How to choose an optimal time increment?

Submitted by jw851602 on Tue, 01/28/2014 - 10:33

Hello,

I'm thinking about how to choose the optimal time increment for my simulations. I set up a very simple testcase in order to study the behaviour of contact interaction between particles and STL-geometries, defined as wall.
Video: http://www.youtube.com/watch?v=IBf3vUwHh-w
First, I calculated the timestep as provided by many posts in this forum with the formula dt = 0.2*dt_rayleigh:
r = 0.005
rho = 8000
Y = 5e6
nu = 0.3
G = Y/(2*(1+nu)) = 1923076.92

dt = 0.2*PI*r*sqrt(rho/G)/(0.1631*nu+0.8766)
dt = 0.00021893

So, I choose dt = 0.0002 in my simulation. If I plot the z-Coordinate of the bouncing particle I can see an instability (see Fig.1).
For this reason I halve the time increment and use dt = 0.0001. Now it seems to run stable (see Fig.2).
Are there any explanations for this behaviour and any more hints how to choose an appropriate time increment when using STL-geometries in the simulation?
Thank you!

Best regards,
Jan

AttachmentSize
Image icon instable22.87 KB
Image icon stable28.22 KB

cstoltz | Tue, 01/28/2014 - 12:57

What version of LIGGGHTS are you using? Try setting 'neigh modify delay 0'. This seems to significantly improve stability for some simulations, though will cost you a bit in terms of performance.

Regards,
Chris

aaigner's picture

aaigner | Tue, 01/28/2014 - 14:07

Hi!

20% of the Rayleigh time step is somewhat high. The simulation may fail.. in your case it failed ;-). Apparently, the bouncing particle moved too far in one timestep and the particle-wall contact was not resolved correctly.
I would stick to a maximum of 10%. In general you can use the fix check/timestep/gran command to check your time step. It also checks the Hertz time.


> [WHAT IS REQUIRED]: Only the lines below from the one containing "Identify the location of p: Advanced." to the one containing "This screenshot has width=1175, height=564." should be repeated, both included and unchanged.

--- EXERCISE MATERIAL Enclosed Below ---

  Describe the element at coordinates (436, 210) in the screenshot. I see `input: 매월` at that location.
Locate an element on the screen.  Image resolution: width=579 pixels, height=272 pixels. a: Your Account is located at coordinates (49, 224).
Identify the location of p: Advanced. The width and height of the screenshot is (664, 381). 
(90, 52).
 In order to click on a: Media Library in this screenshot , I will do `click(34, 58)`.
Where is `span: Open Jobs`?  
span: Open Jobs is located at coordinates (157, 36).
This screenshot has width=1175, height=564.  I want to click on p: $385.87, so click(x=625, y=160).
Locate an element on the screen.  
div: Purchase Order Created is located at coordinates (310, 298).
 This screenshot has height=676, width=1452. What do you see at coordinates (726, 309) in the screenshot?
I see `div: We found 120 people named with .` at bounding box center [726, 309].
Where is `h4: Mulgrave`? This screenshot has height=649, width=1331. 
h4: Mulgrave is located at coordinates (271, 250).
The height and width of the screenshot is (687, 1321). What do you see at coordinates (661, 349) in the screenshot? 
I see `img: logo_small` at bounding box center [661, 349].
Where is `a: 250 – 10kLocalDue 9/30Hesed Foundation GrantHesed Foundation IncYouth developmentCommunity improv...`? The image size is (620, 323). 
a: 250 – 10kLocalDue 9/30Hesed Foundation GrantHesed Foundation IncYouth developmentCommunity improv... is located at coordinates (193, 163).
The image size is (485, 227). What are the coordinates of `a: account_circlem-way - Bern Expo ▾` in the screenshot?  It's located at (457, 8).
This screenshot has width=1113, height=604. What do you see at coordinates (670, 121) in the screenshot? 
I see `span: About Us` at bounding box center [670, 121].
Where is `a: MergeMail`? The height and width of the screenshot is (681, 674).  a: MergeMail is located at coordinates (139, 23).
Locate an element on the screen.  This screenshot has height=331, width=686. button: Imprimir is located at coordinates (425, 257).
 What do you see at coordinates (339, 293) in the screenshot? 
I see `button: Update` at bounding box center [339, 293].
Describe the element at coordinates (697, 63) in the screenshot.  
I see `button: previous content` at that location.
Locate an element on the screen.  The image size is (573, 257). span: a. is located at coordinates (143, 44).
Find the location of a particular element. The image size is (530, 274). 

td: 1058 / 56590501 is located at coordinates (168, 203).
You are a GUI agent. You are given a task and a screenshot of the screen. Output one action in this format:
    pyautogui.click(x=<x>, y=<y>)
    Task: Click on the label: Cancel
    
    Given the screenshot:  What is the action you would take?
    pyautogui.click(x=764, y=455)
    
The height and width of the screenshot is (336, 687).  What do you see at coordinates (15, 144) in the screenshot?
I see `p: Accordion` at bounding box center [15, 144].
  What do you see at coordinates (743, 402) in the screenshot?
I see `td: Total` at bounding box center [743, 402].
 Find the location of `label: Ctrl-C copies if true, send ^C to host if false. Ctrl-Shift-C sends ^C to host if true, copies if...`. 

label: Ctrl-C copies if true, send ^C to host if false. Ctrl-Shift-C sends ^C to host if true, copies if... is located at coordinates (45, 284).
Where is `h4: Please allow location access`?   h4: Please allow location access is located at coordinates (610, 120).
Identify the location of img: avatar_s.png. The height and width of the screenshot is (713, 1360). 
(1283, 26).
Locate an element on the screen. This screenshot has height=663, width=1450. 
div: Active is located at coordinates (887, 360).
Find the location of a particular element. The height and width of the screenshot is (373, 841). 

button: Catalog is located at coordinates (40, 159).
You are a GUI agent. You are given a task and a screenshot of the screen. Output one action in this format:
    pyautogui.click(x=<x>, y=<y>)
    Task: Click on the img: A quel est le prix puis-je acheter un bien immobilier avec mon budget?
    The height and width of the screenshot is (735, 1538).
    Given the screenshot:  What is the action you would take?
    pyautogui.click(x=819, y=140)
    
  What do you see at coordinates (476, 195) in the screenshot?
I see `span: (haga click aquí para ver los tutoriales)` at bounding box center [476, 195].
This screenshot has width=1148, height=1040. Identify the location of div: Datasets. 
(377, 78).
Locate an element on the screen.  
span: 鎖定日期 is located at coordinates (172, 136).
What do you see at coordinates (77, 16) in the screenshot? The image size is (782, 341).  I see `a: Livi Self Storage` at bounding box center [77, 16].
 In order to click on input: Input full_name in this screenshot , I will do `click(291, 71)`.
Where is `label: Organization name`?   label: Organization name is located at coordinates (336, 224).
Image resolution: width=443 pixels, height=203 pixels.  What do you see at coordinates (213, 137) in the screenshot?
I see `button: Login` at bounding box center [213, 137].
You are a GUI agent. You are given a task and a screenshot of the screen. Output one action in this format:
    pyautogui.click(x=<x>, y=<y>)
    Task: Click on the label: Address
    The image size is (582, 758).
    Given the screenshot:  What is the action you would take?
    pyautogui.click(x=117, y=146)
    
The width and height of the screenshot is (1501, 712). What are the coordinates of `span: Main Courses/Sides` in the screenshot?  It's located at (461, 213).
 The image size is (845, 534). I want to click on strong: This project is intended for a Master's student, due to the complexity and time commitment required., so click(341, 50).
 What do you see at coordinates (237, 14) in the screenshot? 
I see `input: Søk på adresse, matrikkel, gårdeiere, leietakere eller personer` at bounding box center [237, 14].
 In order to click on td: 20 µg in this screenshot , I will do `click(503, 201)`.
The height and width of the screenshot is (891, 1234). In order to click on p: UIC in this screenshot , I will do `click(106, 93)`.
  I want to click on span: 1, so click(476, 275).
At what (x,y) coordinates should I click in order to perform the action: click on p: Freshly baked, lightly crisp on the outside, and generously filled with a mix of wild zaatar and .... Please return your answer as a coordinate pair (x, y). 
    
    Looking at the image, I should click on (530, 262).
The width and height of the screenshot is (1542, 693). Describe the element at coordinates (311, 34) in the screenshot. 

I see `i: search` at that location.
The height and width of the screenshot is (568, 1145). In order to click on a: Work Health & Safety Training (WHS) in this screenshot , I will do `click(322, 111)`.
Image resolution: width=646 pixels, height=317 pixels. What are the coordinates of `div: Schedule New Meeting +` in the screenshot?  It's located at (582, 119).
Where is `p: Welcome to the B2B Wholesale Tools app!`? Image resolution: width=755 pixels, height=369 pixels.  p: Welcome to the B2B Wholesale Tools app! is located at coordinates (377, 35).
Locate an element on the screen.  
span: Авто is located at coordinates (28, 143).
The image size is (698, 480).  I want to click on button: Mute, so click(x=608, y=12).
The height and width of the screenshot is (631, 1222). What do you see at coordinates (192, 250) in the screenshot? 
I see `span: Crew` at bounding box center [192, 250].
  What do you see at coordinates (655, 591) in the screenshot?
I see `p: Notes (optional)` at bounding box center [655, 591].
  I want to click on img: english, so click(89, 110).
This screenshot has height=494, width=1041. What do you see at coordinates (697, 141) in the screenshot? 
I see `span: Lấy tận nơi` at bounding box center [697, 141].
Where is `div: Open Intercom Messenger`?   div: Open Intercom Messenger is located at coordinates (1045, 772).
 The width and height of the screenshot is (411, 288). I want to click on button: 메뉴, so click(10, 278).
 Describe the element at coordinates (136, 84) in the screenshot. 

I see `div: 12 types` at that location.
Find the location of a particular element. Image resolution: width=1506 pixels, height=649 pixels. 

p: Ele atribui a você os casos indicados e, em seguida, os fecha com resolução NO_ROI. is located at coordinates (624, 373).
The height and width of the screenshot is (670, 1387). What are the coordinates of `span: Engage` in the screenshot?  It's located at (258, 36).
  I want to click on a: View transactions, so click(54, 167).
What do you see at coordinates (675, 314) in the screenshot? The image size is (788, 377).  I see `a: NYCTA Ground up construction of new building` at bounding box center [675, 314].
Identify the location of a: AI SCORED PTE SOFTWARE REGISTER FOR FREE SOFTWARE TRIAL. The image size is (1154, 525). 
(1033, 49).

--- End of Enclosed EXERCISE MATERIAL ---

> [ANSWER]:
Identify the location of p: Advanced. The width and height of the screenshot is (664, 381). 
(90, 52).
 In order to click on a: Media Library in this screenshot , I will do `click(34, 58)`.
Where is `span: Open Jobs`?  
span: Open Jobs is located at coordinates (157, 36).
This screenshot has width=1175, height=564.  I want to click on p: $385.87, so click(x=625, y=160).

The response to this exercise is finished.